Kind of like what you do on a Ouija board IMO.
Anyway that’s where my friend ended up. I ended up in a coven, myself. But not for long. All religions ask something that I cannot do, and that is, believe.
I once went with some friends to their church service. Turned out to be a tiny pentecostal, holy-roller church. Some breakoff branch of Wisconsin Evangelical Lutherans. But part of the ‘service’ involved people speaking in tongues. Chaotic, since they just did it ‘as the spirit moved them’, and often several were speaking out at once. But during this, I heard one young man behind me reciting “sum es est eram eras erat…”. And I vaguely recognized that from long-ago Latin classes – it’s the conjugation of a basic Latin verb “to be”. Something you had to recite & memorize very early in learning Latin.
So not quite the heavenly, not-from-Earth language of ‘speaking in tongues’.
Religious faith is closely akin to hypnosis or self-hypnosis. Speaking in tongues may be evidence that the speaker is properly hypnotized (or hynotizable).

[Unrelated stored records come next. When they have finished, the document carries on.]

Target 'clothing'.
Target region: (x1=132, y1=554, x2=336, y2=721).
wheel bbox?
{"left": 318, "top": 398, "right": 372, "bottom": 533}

For the record, when people are hypnotized and asked to speak nonsense, if they ever studied a foreign language, they will usually incorporate some of it.
If they have no foreign language history, their glossolalia will use the most common syllables from their native language.

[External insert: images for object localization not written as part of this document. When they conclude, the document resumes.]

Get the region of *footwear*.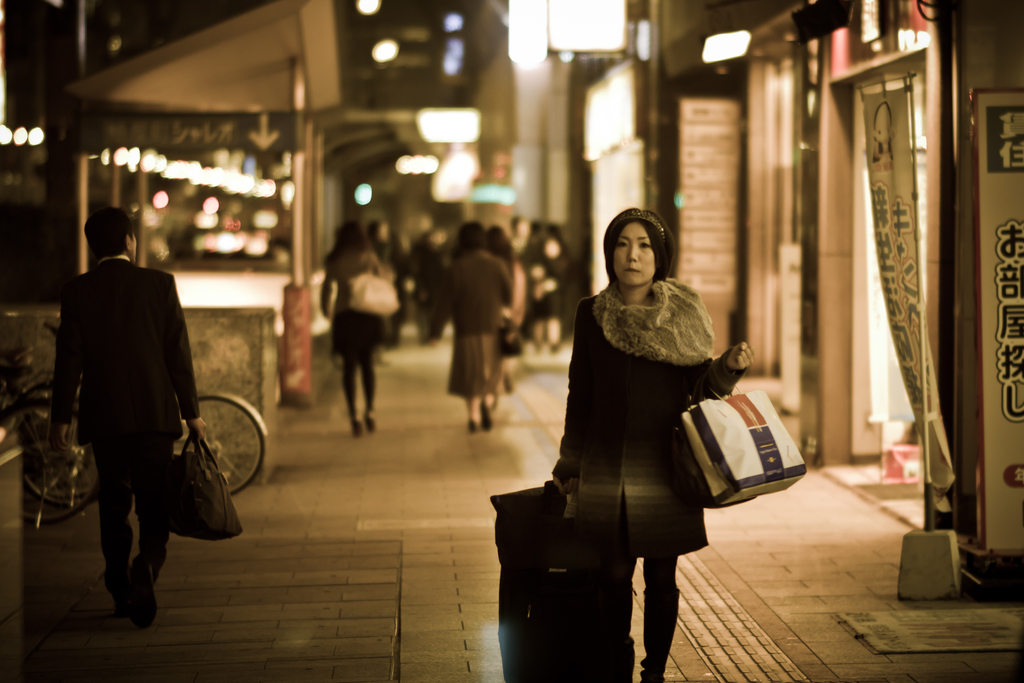
[left=132, top=557, right=158, bottom=627].
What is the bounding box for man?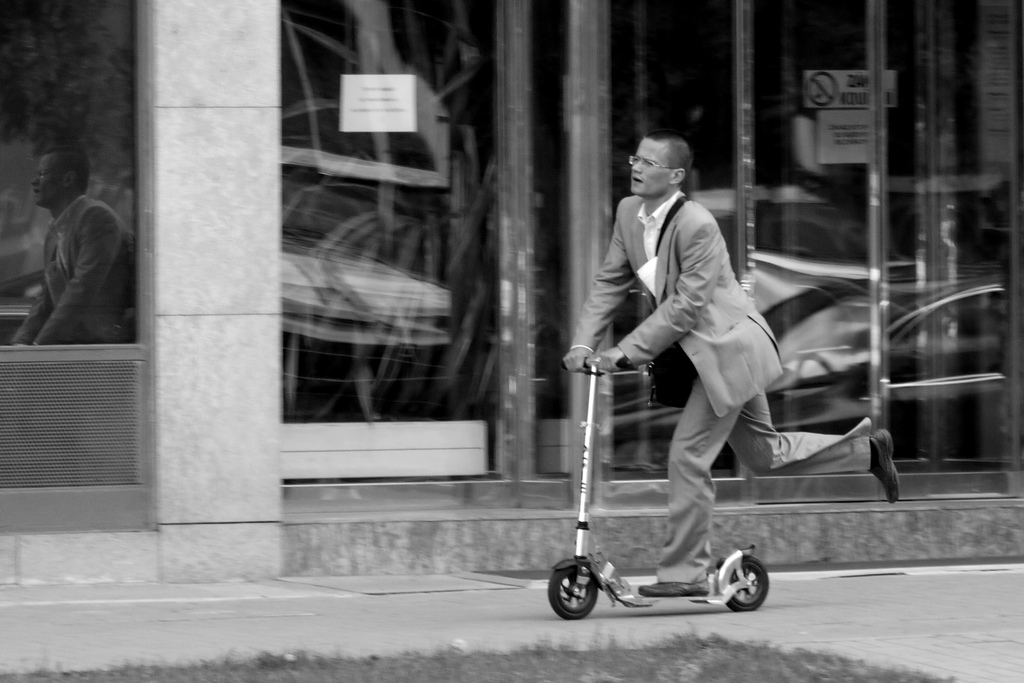
BBox(562, 152, 856, 591).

This is kind of a related question. I have seen videos of people going up to the front of one of these churches, getting a touch by the minister, and kind of swooning. It’s expected, there are people there to catch them and lay them down on the floor. Sometimes they twitch. Examples in the movie Marjoe this happened a lot.
What is going on here? Do these people actually pass out? Is this like handshake hypnosis? (And frankly, I have questions about that handshake hypnosis thing, too.)
My spouse and I once went to a church service attended by his best friend from school. I pretty sure it was the friend’s wife who was heavily into the church and the friend went along to keep the wife happy. Mind you, the friend was also definitely a church-going Christian from way back, it’s just that I tlhink the wife chose the actual church they went to.
Anyhow, at a certain point some in the congregation started speaking in tongues. My spouse, very concerned about his non-Christian wife, reassured me it was OK, saying something along the lines of I must not have seen anything like that before. Clearly, he thought it would be out of my experience and possibly frightening.
In a low voice, I said it reminded me of the voodoo ceremonies I’d been to, except a lot more low-key and less chicken blood.
As so often often occurs with me and religion, apparently that was Not The Correct Answer.
Well, by that time at least I was learning discretion - I kept my voice low enough that only my spouse heard me that time.
Glossolalia is more closely associated with charismatic, and not Evangelical, traditions.
In a modern world, it’s much too easy to debunk anyone claiming xenoglossia because you could record them as proof that any claimed natural language is not actually being spoken. Most Pentecostal (and other) charismatic traditions claim a “heavenly” language is being spoken.
When used publicly as part of a gathering, there typically is an interpreter. As a practical matter, this kind of keeps the tongue-speaker in line, in my opinion.
But the point of speaking in tongues is to demonstrate that the speaker is in contact with God. It’s not so much the content of the message. When public, that message is entirely within the hands of the interpreter and not the tongue-speaker; when private, no content is necessary–just the feeling of being in touch with God.
A related topic is the entranced Greek prophetesses, e.g. at the Temple in Delphi. In some accounts they spoke nonsense “in tongues” and the gibberish was interpreted by priests. In other accounts their words were clever but in a tone alien to the prophetess, who remembered nothing when awoken.